Anyway, it gets him laid, I hear. Doing the horizontal mambo with sympathetic cheerleaders is, apparently, a-okay in God’s book, and it doesn’t upset your spine like football. Of course, now he’s dating my sister, Jenna, so I’ll just be flipping on the denial meter for that one.
Mr. Glass is undisturbed. “Okay, settle down. I haven’t dismissed you yet.”
You dismissed us on day one, I think. It’s the kind of sardonic comment that would be good to share with a mate, a pal, a sidekick and coconspirator. If I had one.

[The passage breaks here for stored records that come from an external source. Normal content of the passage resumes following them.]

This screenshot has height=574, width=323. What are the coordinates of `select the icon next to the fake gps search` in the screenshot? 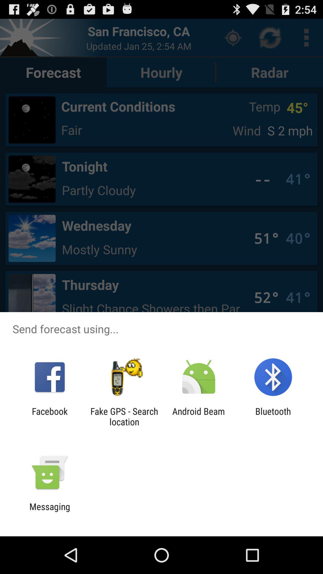 It's located at (50, 416).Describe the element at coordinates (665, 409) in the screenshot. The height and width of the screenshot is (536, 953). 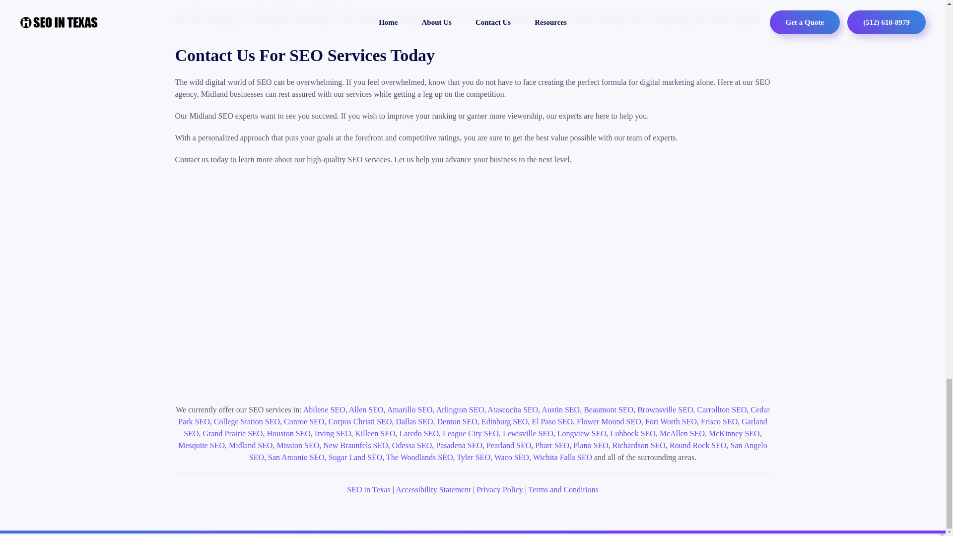
I see `Brownsville SEO` at that location.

“¡Hola! ¿Quién puede decirme algo sobre Miguel Cervantes?” It’s Mrs. Rector, Calhoun High School’s Spanish teacher, to the rescue. This year, the administration has decided to have coteachers on certain segments. The idea being that we need to cross-pollinate our educational experience with tidbits from history and literature, social studies and foreign language skills, chemistry and home ec, which might prove valuable if we get the urge to make a highly volatile banana cream pie.
Mrs. Rector translates some of the text from Spanish, adding the proper “r” rolls and flourishes. She’s got a reputation as the town lush. ¿Quanto costa una grande margarita, por favor? The fluorescent lighting is zapping out its periodic Morse code of odd sounds: We are hungry. Send us more of your bug kind. All in all, I’m ready to ride out the class under the radar. Just another ten minutes till I can blow through Calhoun’s front doors, past the school buses lining the drive for the away game, past the phalanx of cars and trucks ready to follow them anywhere Texas sporting loyalty demands, and hotfoot it downtown to Eubie’s Hot Wax—half-price CDs and old vinyl.
“Is Don Quixote mad or is it the world that embraces these ideals of the knight-errant that is actually mad? That’s the rhetorical question that Cervantes seems to be posing to us. But for our purposes, there is a right answer, and you need to know that answer when you take the SPEW test,” Mr. Glass says, pointing to the board, where STATE PRESCRIBED EDUCATIONAL WORTHINESS test is underlined twice. Mr. Glass’s monotone is lulling me into slumber. Zap, buzz, goes the overhead lighting. I’ve put my head on my desk, where I can hear the minute hand ticking hard in my ear. My eyelids are heavy. Almost … Asleep …
The room is on fire. A row of flames shoots up into my field of vision. I leap out of my chair, knocking it over. It hits the ground with a loud thwack.
“Mr. Smith? Are you okay?” Mrs. Rector asks.
When I look up to the front of the room, everything’s fine. No fire. Nothing but every pair of eyes trained on me, which is a strange sensation. Usually, I’m famous for being looked through or over or some other preposition besides at.
Mr. Glass crosses his arms. “Yes, Mr. Smith?”
“Uh, no. Sorry. It was a … um …”
Mrs. Rector’s pursed lips seem to be holding back the words “Usted está un pendejo.”
The silence is filled by the ego-pulverizing laughter from the gaggle of gum-popping girls on the right. Somebody singsongs, “Fuh-reak …”
“It was a cockroach on my desk,” I blurt out. “A big one. Like, SUV big.”
A few of the girls scream and pull their legs up. Our resident class clown makes slurping sounds, which grosses out the Korean exchange student next to him.
“Nice going, Smith,” one of Chet’s doughy football buddies says, laughing. Steve or Knute or Rock. One of those muy macho-sounding names. A name that says “I can waste you on the Astroturf.” Not like Cameron, which sounds like the person who gets wasted on the Astroturf.
Mrs. Rector claps for attention. “Mi amigos, silencio, por favor. Settle down, please. Señor Smith, I will give you un pase de pasillo so that you can find el conserje to come spray.”
“The rest of you,” Mr. Glass pleads, “please turn in your SPEW test prep books to Chapter Five: Why Thinking Can Cost You on Test Day.”
I take the Get Out of Jail Free pass and head right to the men’s bathroom on the fourth floor. The Conspiracy Theory & Gaming Society—Stoner Kevin, Stoner Kyle, and Part-time Stoner Rachel—is in residence. Technically, girls aren’t allowed in men’s bathrooms, but since only the losers, present company included, ever use this one, it’s a nonissue. Besides, Rachel’s five ten with six tattoos and seven piercings. Nobody gives her shit.
I guess we’re sort of friends. If getting high in high school bathrooms and occasionally sharing a table in the caf counts as friendship. We exchange “heys” with limited eye contact—my preferred greeting—and they offer me some of the weed they’re using their bathroom huddle stance to try to disguise, as if the smell isn’t a dead giveaway.